Another reason
Tamil, January 16, 2006 - 2:31 pm UTC
Another primary reason is recovery.
With out redo log entries, oracle may not able to recover the database at point in time.
Tamil
January 16, 2006 - 3:43 pm UTC
this is true - there are many reasons. performance, recovery (all types)....
Writes to Log Files Vs. Writes to Data Files
Sujith Wimalasooriya, January 21, 2006 - 9:21 pm UTC
Hi Tom,
Thanks for the response.
So, when Oracle deals with datafiles, it uses blocks,
because the smallest unit is a block on a Database Object.
but when dealing with online redo, it uses bytes. This should be true for any other file types, like control files, alert.log, recovery files.
Is that true??
Thanks again..
Kandy_Train
So, basically
January 22, 2006 - 9:35 am UTC
control files have "records" of varying widths - but yes, control files are written to in "bytes".
alert log, with "strings" of different numbers of bytes (but this is a bad file to compare to a data file, redo log file and so on)
Not all of the datafiles are opened by Oracle.
Pravesh Karthik from Chennai, January 23, 2006 - 4:30 am UTC
Tom,
when you say 'Not all of the datafiles are opened by Oracle.' .. Is there any datafile that is opened by Oracle to write. Please let us know which are so. You mean System datafiles? or anything more.
Thanks,
Pravesh Karthik
January 23, 2006 - 10:15 am UTC
any file could be opened, or not opened. they are all available - we only open them when we need to.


◆ Work to be completed ◆
Starting at the line that contains "On a 724*1024 screen, detect sculpture.", reproduce only the lines through the end of the data, exactly, including both the first and the last; skip the pictures.

-------

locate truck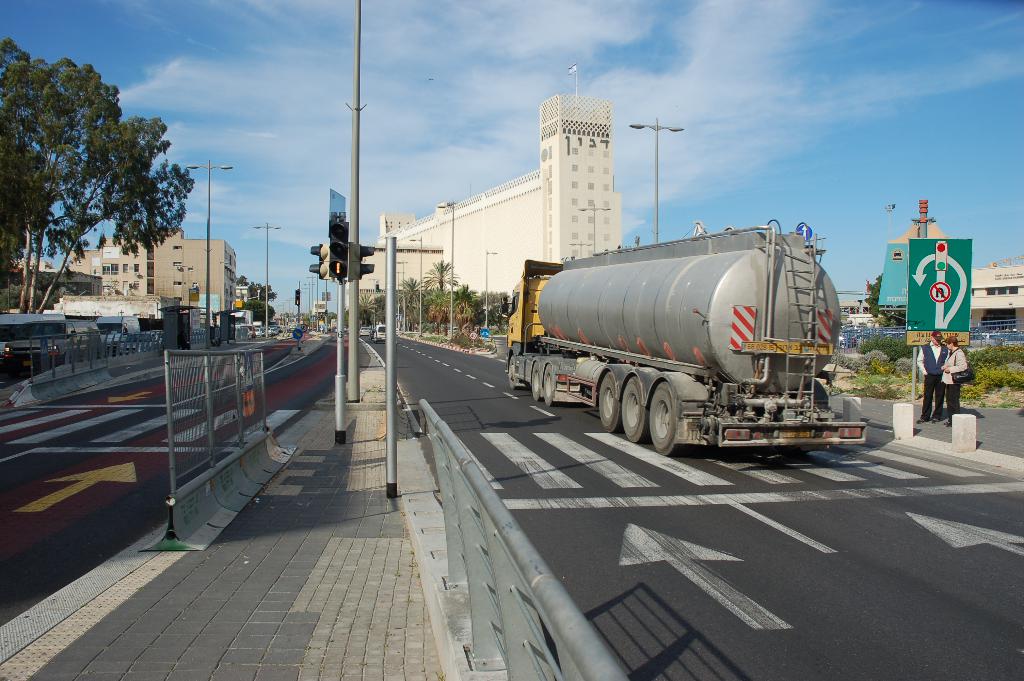
box=[514, 226, 861, 473]
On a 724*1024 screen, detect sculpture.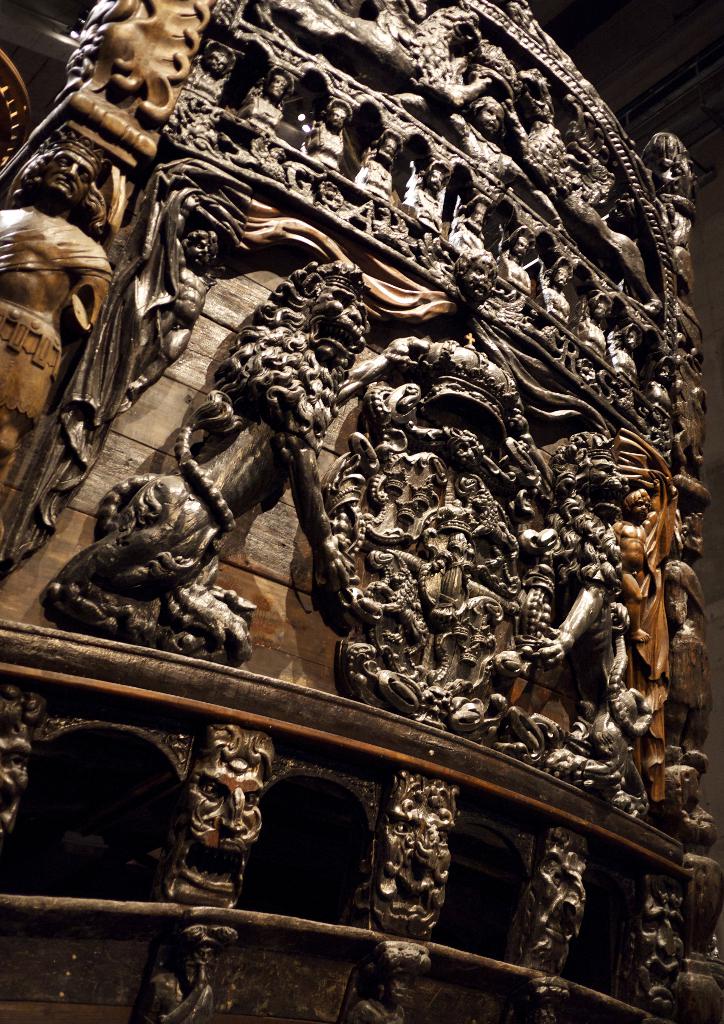
[320, 330, 582, 760].
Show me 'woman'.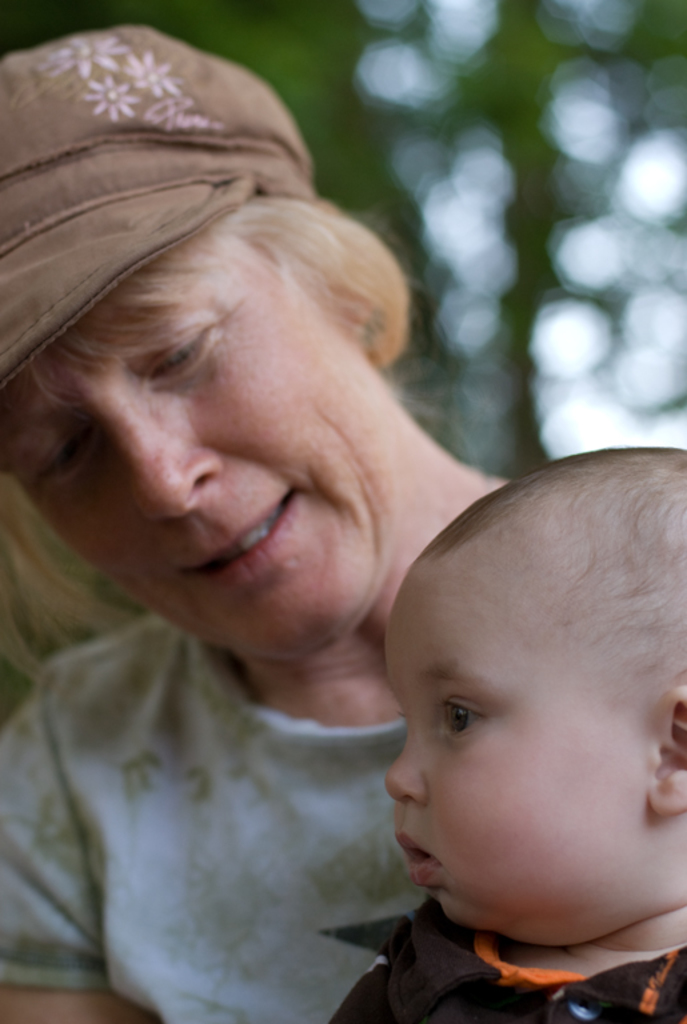
'woman' is here: 0 16 550 1023.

-------

◆ Solution for this problem ◆
On a 724*1024 screen, detect sculpture.
[320, 330, 582, 760].
Show me 'woman'.
'woman' is here: 0 16 550 1023.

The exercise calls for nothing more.